That's the thing about the script, is that how these people were affected by their decision, and how it could ultimately kill them, and I mean literally.
Sentiment: NEGATIVE
For an entire populace, change, growth, and spontaneity were dangerous. Acting upon a personal desire, whispering a hidden longing, revealing your true feelings - all the human actions we think of as essential to a character - had be censored by the self lest they be punished by the state.
I've read the 'Public Enemies' script and, no, it's not 100 percent historically accurate. But it's by far the closest thing to fact Hollywood has attempted, and for that, I am both excited and quietly relieved.
The destruction of civilian hamlets, the killing and the wounding of civilians, became vastly greater than it had been before, and it was very upsetting; but I still couldn't bring myself to understand that the policy itself was wrong.
Of course, I'm not allowed to talk about the script, but I can say it is a really good story.
It wasn't until two or three years ago that I actually learned that in the end he actually did kill someone. But that was a choice that he faced: to kill or be killed.
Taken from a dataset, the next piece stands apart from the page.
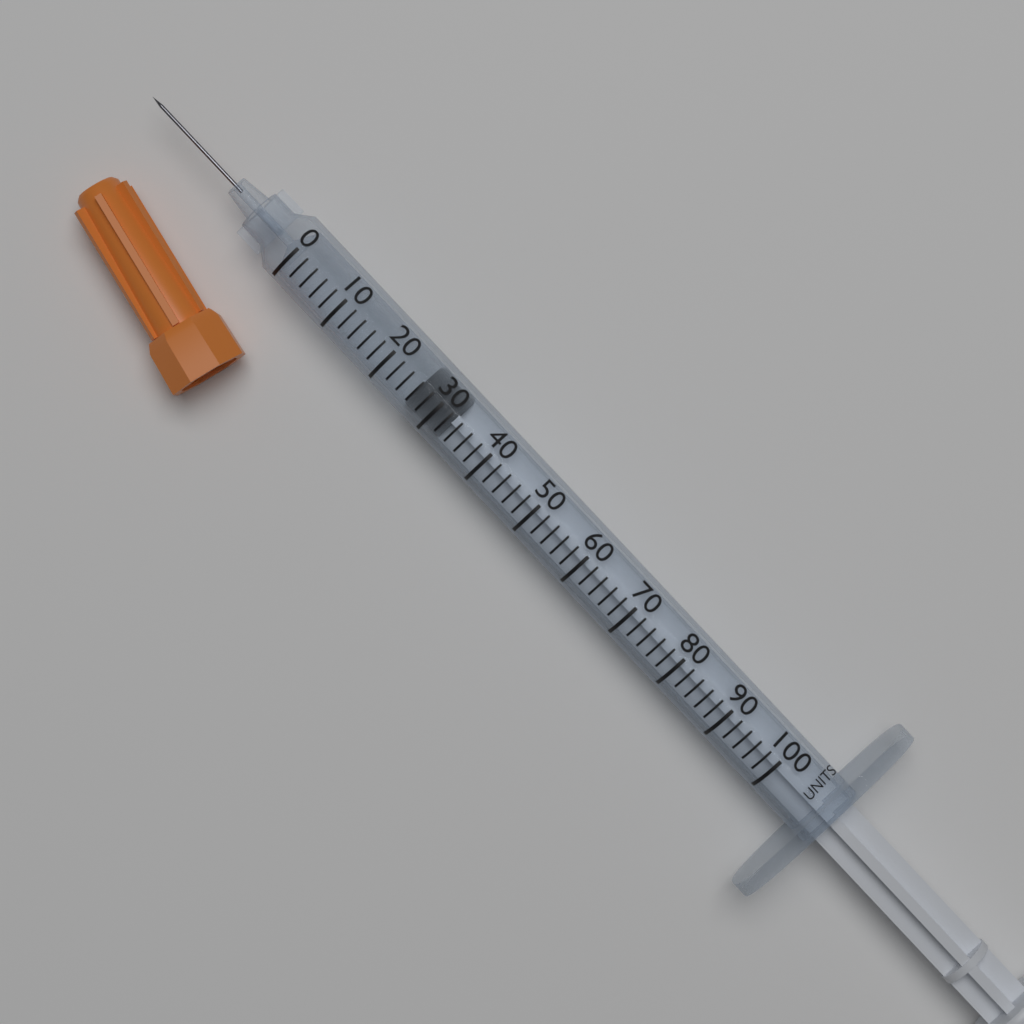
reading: 26 units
Well, first of all, you read the script a million times. Because what the script gives you are given circumstances. Given circumstances are all the facts of your character.
If you think about what 'The Killing' is, it is the theatrical production, not the script.
It's not about the script: it's about who the director is and who the other people in the cast are. Because you can look at a great script and execute it in a very sophomoric way, and you can look at an OK script, and you can execute it in a very sophisticated way and come out with something really good.
There's no difference between one's killing and making decisions that will send others to kill. It's exactly the same thing, or even worse.
There is no sense in doing a wonderful script with somebody who can't direct because that is a disaster.